I ran some rough calcs on this just for curiosity. Disclaimer: I'm not immune to error.
Setting the Jump limit to a gravitational constant rather than a size constant makes more scientific sense, but whether you'd want to change Traveller that much is for you to decide.
Gravitational field strength at 100 earth Dia is 0.0001G (1/100^2)
Using this as the threshold value, I get jump limits of 35D for a size 1 world, 50D for a size 2 (the Moon) and 111D for a size 10 world. (Assuming Terrestrial density)
For gas giants (assuming density of 0.2*Earth), I get 111D for a SGG (50,000mls) and 158D for a LGG (100,000mls).
These could be workable in Traveller, but it gets dodgy when you calculate for stars: the 0.0001G jump limit for the Sun (870,000mls) is 466D, which covers the orbits of Earth and Mars and reaches almost out to Jupiter.
You'd have to fly a long way in to Earth if you precipitated at the Sun's 0.0001G limit.
The only way to precipitate in the habitable zone is to raise the gravity precipitation threshold.
In order for the Earth to be clear of the Sun's jump shadow, (100 solar diameters) you'd need a gravity threshold of 0.002G, and that would put the Earth's own jump limit at 22 planetary diameters, so a typical jump radius for a terrestrial planet would be 20D instead of 100D.
Jump limits for 0.002G:
Size 1 would be 8D, size 10 would be 25D
SGG would be 25D, LGG would be 35D
Sun would be 100D
Just some figures for you to play with.
I have no idea if 0.002G corresponds with the habitable zones for other stellar types, I'm not about to spend that much time on the calculations.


Your answer should consist of each line below that includes the word "axis".

___ Provided material

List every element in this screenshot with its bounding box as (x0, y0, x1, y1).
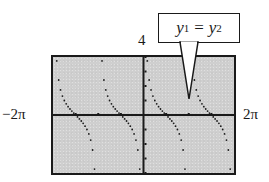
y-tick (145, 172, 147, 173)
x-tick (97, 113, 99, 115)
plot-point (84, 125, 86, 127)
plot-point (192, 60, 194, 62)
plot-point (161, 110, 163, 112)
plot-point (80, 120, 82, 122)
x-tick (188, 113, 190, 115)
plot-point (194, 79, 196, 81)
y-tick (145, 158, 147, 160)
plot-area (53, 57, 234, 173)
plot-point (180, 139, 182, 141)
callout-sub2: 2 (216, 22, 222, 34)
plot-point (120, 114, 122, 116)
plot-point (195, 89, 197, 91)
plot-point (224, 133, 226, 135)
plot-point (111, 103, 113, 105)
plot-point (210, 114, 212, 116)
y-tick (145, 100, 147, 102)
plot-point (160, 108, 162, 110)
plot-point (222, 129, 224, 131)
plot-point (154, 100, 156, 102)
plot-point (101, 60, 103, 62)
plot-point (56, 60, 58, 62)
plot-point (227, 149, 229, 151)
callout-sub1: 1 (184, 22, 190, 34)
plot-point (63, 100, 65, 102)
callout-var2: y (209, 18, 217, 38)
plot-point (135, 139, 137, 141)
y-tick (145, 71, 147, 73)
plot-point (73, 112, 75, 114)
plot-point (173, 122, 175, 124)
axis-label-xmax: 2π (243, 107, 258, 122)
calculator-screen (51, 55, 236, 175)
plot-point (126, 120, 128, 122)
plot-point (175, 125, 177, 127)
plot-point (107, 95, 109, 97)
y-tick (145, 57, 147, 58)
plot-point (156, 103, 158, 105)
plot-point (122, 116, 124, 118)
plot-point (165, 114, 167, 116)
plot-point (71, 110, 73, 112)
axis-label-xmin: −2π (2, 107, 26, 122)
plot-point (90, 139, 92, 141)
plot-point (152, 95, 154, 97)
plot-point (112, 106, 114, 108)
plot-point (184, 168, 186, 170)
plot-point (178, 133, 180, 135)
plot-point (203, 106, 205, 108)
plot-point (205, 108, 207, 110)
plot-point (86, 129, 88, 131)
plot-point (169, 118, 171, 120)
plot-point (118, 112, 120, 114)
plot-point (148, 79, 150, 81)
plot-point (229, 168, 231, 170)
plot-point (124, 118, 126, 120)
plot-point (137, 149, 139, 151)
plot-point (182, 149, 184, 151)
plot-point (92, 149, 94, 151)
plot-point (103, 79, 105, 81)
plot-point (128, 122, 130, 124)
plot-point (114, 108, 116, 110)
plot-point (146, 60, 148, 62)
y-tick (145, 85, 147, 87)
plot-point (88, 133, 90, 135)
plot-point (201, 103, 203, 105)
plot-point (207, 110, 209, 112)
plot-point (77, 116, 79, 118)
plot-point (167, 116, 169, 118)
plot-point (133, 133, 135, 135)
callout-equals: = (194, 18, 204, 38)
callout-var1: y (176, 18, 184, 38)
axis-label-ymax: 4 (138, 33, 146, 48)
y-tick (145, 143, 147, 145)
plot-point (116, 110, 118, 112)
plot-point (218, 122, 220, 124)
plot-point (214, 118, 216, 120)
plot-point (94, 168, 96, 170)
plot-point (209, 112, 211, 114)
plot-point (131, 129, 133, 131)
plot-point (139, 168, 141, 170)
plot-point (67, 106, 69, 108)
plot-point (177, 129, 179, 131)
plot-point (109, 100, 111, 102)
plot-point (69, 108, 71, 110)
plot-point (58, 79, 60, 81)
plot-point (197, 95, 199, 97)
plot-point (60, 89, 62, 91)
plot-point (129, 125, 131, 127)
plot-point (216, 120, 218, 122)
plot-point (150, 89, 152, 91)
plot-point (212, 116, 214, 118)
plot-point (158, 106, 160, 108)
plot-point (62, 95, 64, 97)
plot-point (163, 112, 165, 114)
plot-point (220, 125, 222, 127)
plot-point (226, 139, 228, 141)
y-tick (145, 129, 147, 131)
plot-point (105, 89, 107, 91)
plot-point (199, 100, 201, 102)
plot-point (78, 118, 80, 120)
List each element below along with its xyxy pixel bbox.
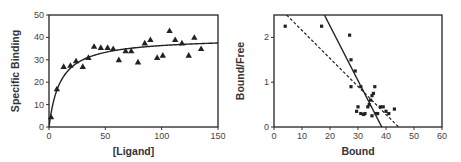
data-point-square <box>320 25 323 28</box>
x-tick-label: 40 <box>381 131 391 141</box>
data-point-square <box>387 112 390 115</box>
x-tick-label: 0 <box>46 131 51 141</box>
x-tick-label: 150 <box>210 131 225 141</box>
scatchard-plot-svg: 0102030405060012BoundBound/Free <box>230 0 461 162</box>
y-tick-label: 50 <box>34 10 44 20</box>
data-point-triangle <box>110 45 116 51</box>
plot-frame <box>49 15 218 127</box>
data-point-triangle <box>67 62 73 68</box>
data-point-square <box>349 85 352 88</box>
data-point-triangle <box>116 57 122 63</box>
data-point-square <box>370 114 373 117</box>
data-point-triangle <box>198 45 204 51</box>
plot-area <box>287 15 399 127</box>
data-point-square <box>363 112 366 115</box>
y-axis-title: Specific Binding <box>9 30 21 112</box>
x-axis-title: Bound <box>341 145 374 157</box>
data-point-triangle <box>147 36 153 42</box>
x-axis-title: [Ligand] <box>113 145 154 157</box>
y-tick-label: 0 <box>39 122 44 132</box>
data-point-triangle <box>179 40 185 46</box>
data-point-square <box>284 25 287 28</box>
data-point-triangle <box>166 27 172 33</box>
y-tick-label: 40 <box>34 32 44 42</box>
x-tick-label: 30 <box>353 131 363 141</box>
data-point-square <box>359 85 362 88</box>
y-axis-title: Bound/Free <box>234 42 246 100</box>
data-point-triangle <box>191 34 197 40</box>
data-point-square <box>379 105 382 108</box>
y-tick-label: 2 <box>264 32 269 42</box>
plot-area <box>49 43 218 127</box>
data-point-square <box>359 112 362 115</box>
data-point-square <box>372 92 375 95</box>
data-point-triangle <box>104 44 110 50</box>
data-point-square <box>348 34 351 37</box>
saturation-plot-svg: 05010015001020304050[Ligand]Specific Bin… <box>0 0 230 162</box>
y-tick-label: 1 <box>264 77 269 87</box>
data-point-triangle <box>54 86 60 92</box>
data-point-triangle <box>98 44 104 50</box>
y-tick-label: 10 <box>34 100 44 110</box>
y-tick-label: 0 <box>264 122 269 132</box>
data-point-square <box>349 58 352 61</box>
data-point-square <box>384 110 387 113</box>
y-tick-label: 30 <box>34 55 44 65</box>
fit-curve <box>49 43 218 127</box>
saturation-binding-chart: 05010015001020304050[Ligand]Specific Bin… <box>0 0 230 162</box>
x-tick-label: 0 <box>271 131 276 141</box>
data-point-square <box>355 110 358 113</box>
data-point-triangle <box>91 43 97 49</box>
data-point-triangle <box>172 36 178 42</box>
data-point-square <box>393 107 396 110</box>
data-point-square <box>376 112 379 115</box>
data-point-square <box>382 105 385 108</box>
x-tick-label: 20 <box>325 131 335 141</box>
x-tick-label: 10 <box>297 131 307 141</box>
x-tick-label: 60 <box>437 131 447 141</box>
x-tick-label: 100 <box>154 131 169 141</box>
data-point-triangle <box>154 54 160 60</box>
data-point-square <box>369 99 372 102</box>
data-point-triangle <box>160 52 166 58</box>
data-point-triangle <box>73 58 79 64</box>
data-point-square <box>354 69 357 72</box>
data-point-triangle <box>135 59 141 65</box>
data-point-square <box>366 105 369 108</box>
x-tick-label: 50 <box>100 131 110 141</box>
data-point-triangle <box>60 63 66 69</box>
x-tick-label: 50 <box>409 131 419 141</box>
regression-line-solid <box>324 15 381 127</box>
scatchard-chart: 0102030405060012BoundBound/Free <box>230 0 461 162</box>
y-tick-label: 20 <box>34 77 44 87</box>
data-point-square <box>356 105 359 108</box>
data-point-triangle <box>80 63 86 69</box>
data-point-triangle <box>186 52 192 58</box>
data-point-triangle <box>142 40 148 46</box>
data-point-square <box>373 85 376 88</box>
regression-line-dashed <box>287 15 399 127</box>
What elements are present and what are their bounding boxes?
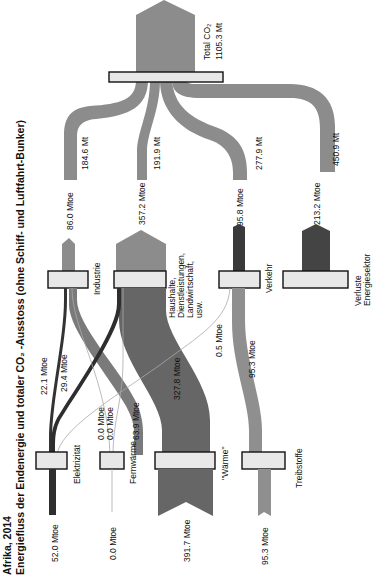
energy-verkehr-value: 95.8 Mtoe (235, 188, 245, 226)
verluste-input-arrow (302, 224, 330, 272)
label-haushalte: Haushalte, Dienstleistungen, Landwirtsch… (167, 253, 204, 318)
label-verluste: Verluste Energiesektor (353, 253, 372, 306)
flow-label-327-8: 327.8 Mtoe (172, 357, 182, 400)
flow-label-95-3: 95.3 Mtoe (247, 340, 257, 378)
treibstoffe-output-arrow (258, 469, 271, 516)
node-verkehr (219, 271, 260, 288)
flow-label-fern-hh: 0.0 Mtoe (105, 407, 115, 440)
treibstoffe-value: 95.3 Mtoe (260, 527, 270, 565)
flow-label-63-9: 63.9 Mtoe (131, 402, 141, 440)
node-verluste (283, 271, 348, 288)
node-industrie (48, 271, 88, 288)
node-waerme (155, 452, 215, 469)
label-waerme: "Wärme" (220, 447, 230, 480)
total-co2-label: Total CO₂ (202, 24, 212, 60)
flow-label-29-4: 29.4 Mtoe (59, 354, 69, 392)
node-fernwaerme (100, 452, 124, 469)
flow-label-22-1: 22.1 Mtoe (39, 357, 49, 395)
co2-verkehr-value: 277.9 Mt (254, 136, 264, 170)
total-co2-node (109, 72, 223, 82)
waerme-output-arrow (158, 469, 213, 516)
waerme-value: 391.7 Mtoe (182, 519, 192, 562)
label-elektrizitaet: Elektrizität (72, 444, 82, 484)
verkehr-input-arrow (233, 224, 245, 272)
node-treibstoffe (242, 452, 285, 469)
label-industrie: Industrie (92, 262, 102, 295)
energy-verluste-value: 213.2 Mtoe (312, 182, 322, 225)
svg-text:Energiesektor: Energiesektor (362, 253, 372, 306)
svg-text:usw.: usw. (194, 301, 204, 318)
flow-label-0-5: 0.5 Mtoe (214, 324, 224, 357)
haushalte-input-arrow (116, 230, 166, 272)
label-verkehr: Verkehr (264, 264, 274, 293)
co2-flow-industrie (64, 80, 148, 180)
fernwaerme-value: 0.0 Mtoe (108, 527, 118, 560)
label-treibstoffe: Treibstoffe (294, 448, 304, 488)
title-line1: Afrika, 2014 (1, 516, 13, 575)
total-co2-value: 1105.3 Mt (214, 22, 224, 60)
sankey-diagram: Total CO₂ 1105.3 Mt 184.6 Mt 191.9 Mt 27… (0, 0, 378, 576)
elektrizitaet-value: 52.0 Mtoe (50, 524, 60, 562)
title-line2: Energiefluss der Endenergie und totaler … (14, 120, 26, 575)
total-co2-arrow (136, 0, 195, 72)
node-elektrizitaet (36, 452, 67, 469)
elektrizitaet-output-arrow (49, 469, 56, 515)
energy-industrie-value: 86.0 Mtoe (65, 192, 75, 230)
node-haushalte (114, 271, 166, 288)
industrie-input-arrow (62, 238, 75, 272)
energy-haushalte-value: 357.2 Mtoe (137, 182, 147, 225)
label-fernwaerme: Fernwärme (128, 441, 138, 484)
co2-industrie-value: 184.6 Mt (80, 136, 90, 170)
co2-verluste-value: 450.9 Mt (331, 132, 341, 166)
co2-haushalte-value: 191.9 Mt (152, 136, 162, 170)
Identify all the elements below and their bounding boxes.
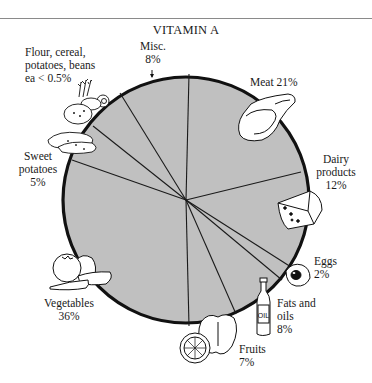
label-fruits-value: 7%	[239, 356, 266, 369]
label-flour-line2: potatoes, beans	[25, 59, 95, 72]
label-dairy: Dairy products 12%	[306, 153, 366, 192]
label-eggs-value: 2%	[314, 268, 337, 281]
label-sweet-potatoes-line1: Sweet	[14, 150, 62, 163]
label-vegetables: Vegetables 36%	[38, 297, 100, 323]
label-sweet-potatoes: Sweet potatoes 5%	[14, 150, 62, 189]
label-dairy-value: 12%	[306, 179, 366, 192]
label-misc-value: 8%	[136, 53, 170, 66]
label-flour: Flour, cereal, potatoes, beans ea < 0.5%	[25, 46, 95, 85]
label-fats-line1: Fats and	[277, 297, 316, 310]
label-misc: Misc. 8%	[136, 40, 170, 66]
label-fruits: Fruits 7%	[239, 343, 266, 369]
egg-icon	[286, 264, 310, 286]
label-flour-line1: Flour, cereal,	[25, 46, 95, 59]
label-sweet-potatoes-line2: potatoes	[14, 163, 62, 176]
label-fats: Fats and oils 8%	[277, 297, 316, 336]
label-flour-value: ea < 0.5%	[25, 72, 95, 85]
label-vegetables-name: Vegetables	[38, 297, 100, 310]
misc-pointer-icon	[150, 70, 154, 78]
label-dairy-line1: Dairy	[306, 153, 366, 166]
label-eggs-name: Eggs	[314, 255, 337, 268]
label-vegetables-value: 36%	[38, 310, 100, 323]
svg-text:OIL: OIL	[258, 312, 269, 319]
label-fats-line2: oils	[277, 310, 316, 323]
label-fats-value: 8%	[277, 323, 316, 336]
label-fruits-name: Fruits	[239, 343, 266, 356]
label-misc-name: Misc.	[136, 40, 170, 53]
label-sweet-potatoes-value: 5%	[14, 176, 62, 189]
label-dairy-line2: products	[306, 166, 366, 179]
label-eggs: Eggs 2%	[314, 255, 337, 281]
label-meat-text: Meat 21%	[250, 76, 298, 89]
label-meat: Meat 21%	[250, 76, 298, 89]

______

• **Solution to this problem**
axis-label-xmax: 2π (243, 107, 258, 122)
axis-label-xmin: −2π (2, 107, 26, 122)
axis-label-ymax: 4 (138, 33, 146, 48)
y-axis-title: Specific Binding <box>9 30 21 112</box>
x-axis-title: Bound <box>341 145 374 157</box>
x-axis-title: [Ligand] <box>113 145 154 157</box>
y-axis-title: Bound/Free <box>234 42 246 100</box>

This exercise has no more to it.